Published online by Cambridge University Press: 04 August 2010
In the second volume of Baldwin's Dictionary of Philosophy and Psychology, published in 1902, the following is given as the entry for the concept “unconscious”:
Unconscious (the, philosophy of): Ger. Philosophie des Unbewussten. The metaphysical system of E. v. Hartmann, by whom the absolute principle is called “the Unconscious.”
“According to v. Hartmann (Philos. d. Unbewussten, 3) the unconscious is the absolute principle, active in all things, the force which is operative in the inorganic, organic, and mental alike, yet not revealed in consciousness (ibid., 365). It is the unity of unconscious presentation and will (ibid., 380) of the logical (idea) and the alogical (will). The unconscious exists independently of space, time, and individual existence, timeless before the being of the world (ibid., 376). For us it is unconscious, in itself it is superconscious (überbewusst)” (Eisler, Wörterb. d. philos. Begriffe, “Unbewusst”).
This is both a succinct summary of Eduard von Hartmann's leading ideas, and an index of his remarkable historical success − the relevant volume of the Dictionary was published thirty-four years after the appearance of the first edition of the Philosophy of the Unconscious (Philosophie des Unbewussten) in 1868, and at a time when unconscious ideas and inferences had a well-established place in psychology, yet Baldwin allows the concept of the unconscious to be identified exclusively with Hartmann's conception of it.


This exercise asks for every line of the material that includes the word "breakfast".
[Dataset extract — start]
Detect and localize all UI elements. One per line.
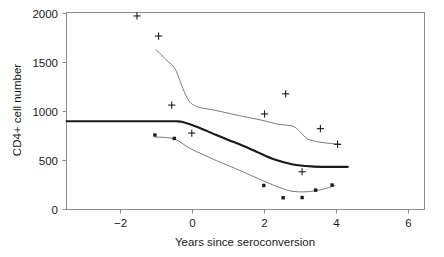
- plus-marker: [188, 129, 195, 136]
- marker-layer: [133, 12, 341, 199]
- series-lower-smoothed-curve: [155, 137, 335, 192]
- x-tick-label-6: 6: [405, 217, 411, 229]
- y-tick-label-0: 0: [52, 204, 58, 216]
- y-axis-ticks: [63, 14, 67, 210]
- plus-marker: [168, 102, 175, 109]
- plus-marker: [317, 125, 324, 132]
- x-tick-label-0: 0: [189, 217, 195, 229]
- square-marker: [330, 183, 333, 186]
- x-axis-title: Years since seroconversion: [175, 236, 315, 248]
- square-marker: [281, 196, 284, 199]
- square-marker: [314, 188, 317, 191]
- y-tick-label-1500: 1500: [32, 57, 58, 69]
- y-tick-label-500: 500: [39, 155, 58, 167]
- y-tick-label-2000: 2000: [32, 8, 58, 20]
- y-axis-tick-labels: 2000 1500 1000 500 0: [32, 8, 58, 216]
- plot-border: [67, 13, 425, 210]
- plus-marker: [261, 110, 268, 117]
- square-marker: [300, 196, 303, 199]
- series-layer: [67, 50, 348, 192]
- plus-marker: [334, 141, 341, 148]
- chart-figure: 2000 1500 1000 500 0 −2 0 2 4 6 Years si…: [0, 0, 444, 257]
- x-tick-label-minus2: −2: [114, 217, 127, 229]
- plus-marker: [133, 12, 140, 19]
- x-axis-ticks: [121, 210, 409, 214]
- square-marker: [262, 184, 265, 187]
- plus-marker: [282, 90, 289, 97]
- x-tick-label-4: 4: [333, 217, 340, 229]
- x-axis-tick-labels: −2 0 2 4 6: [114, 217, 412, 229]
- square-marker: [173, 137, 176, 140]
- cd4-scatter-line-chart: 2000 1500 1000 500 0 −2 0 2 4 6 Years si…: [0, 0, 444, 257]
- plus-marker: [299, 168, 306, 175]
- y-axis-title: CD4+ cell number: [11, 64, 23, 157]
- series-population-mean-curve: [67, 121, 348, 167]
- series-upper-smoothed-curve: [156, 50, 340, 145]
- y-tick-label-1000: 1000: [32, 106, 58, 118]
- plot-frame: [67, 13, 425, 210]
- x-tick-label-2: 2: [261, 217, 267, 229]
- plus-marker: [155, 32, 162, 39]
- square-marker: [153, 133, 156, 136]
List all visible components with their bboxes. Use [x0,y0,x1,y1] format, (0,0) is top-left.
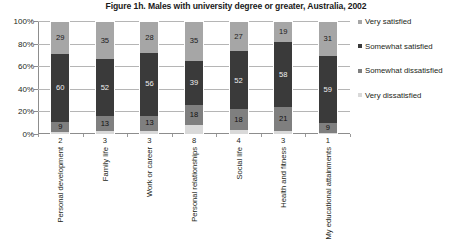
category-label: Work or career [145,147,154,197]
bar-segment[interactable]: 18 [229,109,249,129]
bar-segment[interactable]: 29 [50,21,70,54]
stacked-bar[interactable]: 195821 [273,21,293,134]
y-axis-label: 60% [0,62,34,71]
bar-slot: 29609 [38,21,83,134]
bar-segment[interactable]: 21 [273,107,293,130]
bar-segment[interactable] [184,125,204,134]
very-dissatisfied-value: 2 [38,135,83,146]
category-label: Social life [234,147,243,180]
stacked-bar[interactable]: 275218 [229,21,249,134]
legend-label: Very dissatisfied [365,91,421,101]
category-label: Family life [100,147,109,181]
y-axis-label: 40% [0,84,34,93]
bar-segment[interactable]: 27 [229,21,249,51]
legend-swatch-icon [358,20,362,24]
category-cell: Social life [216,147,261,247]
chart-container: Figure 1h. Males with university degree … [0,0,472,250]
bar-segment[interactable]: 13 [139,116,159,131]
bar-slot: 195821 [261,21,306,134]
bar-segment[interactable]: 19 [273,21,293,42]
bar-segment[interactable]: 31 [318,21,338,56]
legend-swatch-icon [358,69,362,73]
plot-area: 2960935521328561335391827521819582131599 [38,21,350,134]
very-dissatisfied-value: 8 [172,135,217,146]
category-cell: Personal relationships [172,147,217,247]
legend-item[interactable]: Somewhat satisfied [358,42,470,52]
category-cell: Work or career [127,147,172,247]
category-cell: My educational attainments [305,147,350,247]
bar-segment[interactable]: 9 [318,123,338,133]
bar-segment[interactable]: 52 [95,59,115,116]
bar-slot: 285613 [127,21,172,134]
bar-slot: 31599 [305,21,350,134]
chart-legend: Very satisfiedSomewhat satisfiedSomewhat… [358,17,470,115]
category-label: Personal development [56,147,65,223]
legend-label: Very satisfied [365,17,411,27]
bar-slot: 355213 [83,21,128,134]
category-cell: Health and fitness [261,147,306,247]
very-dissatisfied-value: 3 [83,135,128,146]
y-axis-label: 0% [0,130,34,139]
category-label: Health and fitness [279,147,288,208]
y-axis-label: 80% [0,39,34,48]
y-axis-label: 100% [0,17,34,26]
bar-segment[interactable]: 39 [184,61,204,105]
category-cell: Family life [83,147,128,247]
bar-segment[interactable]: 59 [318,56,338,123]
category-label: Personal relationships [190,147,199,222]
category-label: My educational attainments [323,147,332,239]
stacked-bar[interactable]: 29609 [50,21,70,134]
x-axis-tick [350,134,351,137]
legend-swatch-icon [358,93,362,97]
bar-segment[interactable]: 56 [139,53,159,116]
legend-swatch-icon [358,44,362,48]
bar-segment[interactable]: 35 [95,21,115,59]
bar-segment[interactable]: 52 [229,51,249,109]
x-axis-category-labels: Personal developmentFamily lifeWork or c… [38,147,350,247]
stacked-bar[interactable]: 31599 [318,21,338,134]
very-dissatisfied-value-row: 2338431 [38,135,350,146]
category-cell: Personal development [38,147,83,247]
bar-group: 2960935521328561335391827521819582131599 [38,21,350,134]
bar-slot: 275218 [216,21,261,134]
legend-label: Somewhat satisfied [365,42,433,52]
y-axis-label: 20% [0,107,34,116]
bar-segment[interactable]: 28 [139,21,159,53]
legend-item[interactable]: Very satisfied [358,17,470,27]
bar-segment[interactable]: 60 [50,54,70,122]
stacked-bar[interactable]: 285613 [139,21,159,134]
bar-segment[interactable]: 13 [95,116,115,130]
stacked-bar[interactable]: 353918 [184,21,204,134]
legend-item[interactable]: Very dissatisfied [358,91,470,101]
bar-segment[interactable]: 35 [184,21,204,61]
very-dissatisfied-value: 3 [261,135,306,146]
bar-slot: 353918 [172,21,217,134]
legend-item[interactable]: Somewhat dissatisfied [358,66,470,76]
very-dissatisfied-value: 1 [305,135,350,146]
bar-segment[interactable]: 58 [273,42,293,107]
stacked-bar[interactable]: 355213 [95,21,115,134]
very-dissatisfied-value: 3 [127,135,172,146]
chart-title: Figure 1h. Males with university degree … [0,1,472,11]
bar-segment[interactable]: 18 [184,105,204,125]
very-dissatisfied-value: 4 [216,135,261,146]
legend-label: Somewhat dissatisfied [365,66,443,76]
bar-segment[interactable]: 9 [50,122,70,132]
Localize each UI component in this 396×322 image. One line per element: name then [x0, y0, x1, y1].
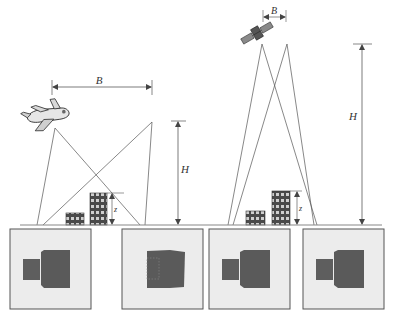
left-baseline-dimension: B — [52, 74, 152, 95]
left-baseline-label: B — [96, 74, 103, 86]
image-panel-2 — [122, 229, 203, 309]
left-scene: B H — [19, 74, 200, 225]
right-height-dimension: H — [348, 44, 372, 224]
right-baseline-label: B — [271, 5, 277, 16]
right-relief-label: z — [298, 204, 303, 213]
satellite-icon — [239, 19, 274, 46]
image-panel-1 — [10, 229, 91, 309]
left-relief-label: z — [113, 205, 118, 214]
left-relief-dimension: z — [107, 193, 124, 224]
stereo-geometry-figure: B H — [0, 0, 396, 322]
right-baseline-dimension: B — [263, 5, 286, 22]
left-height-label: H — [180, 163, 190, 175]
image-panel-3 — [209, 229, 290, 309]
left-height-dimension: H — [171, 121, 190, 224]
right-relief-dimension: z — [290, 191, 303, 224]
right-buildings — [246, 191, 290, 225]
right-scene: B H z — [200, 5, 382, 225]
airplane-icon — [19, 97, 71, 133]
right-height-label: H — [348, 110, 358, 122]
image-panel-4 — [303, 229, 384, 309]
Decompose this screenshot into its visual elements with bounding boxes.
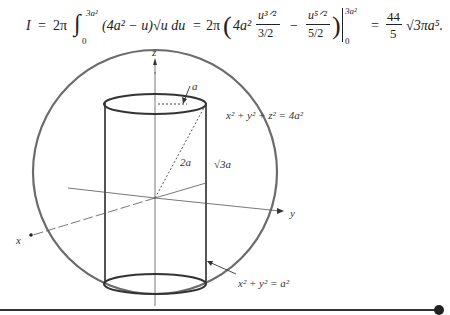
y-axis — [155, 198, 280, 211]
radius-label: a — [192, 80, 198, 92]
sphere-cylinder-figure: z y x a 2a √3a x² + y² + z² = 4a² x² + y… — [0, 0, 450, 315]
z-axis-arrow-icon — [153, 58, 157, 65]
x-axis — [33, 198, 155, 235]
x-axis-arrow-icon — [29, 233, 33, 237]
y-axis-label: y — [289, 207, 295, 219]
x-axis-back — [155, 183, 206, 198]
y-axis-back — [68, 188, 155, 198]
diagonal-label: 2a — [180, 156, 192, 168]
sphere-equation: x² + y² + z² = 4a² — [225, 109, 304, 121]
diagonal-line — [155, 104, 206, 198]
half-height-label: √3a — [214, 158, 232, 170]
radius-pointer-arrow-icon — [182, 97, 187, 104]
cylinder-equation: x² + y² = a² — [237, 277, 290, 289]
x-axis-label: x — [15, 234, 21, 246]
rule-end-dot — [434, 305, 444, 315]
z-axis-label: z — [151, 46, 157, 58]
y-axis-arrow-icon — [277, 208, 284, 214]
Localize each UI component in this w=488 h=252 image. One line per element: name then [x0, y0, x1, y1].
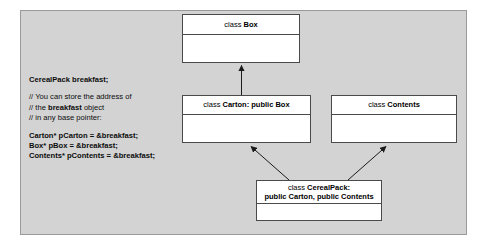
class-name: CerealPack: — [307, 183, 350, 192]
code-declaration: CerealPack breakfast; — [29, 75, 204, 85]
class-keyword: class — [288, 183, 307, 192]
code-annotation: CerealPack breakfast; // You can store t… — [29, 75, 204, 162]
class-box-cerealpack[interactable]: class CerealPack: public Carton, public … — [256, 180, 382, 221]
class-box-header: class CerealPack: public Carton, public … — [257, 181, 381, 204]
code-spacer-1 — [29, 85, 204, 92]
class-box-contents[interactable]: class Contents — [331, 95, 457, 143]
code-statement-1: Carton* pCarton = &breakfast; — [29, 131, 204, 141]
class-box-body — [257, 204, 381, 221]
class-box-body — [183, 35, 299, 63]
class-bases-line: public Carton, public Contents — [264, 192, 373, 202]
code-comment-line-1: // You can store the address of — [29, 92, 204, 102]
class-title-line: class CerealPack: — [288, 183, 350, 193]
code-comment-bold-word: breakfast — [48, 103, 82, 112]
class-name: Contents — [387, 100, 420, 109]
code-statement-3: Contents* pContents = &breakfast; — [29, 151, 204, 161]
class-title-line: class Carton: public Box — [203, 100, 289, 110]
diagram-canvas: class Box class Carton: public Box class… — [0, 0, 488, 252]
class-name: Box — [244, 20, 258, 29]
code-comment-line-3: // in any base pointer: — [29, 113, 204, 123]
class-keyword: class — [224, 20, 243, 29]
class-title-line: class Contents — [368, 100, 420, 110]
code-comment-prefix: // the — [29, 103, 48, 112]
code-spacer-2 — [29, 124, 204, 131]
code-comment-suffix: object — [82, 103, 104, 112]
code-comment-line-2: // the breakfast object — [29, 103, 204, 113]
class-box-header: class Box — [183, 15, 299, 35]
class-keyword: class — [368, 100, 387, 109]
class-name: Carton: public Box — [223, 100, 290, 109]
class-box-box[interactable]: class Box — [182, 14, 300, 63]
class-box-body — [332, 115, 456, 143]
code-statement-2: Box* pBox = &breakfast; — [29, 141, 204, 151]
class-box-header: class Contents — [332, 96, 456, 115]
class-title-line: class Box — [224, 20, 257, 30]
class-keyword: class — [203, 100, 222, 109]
[Dataset extract — finish]
[Dataset extract — start]
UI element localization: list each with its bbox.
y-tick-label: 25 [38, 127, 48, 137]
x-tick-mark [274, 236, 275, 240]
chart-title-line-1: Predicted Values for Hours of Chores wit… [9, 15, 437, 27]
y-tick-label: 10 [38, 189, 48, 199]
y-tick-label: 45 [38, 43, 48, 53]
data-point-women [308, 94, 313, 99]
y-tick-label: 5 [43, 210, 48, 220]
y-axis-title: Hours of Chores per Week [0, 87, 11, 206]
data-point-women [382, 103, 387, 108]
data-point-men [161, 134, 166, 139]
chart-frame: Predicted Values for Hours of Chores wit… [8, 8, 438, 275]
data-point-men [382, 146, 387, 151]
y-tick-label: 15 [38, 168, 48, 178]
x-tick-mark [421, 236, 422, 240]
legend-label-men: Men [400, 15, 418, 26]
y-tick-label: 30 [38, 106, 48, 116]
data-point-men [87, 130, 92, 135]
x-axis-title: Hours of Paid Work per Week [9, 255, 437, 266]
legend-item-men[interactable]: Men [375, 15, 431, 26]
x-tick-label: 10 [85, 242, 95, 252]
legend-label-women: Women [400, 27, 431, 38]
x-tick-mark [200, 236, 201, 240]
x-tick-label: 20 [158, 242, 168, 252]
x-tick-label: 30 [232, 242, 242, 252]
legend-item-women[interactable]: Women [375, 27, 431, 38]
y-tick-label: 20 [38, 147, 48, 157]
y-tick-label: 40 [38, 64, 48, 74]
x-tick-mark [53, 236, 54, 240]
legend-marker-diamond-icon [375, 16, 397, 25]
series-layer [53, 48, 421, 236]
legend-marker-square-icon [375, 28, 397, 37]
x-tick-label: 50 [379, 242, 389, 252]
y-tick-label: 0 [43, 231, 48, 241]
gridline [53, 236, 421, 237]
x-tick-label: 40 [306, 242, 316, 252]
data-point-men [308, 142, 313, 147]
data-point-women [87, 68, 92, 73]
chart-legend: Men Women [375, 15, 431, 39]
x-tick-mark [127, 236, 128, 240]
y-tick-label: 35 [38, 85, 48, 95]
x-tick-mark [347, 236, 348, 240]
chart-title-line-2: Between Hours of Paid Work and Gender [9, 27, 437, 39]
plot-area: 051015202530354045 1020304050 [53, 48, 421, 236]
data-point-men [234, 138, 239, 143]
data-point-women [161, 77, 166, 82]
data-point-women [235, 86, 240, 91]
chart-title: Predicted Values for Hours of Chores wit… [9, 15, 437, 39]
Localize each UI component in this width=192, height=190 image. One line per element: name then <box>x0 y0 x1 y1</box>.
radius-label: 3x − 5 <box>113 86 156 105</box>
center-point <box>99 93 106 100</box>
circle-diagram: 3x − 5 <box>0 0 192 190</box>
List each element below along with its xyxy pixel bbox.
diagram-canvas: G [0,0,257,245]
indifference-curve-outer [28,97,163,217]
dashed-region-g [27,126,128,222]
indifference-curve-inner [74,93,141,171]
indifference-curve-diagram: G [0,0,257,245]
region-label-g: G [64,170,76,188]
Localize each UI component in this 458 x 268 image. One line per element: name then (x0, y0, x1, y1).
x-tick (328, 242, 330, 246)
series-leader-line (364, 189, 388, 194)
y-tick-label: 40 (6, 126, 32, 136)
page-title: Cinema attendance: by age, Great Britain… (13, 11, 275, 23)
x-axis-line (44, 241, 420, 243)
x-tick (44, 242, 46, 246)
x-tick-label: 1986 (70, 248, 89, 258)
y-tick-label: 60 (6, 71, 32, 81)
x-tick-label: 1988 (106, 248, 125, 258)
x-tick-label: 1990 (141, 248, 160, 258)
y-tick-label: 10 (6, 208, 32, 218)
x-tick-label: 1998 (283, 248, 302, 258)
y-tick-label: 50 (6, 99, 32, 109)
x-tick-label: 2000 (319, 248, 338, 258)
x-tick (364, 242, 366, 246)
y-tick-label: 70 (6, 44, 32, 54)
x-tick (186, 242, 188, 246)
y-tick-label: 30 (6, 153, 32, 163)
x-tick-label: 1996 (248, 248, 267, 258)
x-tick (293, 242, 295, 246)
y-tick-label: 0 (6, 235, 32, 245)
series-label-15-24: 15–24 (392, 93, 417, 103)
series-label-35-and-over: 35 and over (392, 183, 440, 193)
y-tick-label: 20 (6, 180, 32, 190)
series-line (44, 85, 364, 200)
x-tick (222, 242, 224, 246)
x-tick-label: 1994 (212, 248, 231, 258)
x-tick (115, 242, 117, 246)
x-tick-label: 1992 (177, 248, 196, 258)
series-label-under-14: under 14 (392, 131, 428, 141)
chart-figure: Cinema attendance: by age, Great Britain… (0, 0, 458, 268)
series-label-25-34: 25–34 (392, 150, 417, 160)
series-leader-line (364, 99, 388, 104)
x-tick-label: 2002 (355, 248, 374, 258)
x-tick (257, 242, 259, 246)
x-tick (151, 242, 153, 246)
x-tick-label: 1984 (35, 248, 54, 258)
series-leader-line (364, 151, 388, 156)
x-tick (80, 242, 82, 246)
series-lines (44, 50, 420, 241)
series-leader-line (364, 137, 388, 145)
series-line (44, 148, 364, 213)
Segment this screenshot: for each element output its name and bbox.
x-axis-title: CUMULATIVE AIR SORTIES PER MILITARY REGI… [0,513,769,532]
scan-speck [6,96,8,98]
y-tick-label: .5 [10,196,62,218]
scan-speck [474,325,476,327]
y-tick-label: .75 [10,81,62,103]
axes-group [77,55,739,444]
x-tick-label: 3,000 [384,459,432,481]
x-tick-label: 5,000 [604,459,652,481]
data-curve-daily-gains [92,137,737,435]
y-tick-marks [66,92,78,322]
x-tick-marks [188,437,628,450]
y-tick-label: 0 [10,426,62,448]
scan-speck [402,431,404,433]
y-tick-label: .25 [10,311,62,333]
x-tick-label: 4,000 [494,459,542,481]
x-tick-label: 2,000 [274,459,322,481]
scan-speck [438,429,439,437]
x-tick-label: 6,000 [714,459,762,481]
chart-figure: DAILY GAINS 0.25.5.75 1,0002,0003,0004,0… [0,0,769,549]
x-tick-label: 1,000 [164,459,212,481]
[Dataset extract — finish]
[Dataset extract — start]
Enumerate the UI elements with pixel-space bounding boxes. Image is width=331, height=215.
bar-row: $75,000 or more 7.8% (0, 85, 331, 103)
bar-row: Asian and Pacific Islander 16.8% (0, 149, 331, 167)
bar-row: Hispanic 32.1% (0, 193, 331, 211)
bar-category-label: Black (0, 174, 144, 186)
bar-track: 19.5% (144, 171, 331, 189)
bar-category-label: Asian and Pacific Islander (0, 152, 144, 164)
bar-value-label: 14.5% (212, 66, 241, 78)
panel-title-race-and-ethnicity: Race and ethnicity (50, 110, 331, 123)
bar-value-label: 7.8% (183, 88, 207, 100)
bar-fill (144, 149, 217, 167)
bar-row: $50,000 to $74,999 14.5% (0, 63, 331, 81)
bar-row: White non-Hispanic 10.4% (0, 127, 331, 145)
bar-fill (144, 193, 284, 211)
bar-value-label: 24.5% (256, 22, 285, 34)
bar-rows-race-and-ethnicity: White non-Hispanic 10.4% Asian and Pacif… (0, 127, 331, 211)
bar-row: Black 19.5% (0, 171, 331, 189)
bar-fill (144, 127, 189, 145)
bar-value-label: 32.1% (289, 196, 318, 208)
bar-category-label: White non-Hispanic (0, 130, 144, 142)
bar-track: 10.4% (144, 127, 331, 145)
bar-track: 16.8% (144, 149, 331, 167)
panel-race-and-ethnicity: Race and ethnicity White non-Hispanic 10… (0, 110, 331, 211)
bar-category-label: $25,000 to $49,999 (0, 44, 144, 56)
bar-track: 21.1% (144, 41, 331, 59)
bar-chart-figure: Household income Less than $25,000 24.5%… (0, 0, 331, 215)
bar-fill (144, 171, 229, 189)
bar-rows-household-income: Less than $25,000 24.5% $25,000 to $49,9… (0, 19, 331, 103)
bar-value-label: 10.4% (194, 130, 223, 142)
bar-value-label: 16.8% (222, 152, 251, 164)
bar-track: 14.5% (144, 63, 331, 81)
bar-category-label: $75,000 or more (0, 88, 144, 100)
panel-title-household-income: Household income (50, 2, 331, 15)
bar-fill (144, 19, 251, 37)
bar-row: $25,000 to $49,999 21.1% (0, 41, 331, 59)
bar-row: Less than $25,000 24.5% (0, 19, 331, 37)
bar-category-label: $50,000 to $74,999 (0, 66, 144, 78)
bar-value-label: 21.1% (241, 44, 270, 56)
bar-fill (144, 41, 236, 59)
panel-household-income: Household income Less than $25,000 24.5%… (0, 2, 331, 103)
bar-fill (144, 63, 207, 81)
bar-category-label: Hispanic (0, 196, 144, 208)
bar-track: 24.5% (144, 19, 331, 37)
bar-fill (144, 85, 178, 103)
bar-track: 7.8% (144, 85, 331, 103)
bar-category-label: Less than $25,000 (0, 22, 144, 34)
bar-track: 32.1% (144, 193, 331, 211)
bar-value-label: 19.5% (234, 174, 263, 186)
[Dataset extract — finish]
Result of this exercise:
code-declaration: CerealPack breakfast; — [29, 75, 204, 85]
code-annotation: CerealPack breakfast; // You can store t… — [29, 75, 204, 162]
code-statement-1: Carton* pCarton = &breakfast; — [29, 131, 204, 141]
code-comment-bold-word: breakfast — [48, 103, 82, 112]
code-statement-3: Contents* pContents = &breakfast; — [29, 151, 204, 161]
code-comment-line-2: // the breakfast object — [29, 103, 204, 113]
code-statement-2: Box* pBox = &breakfast; — [29, 141, 204, 151]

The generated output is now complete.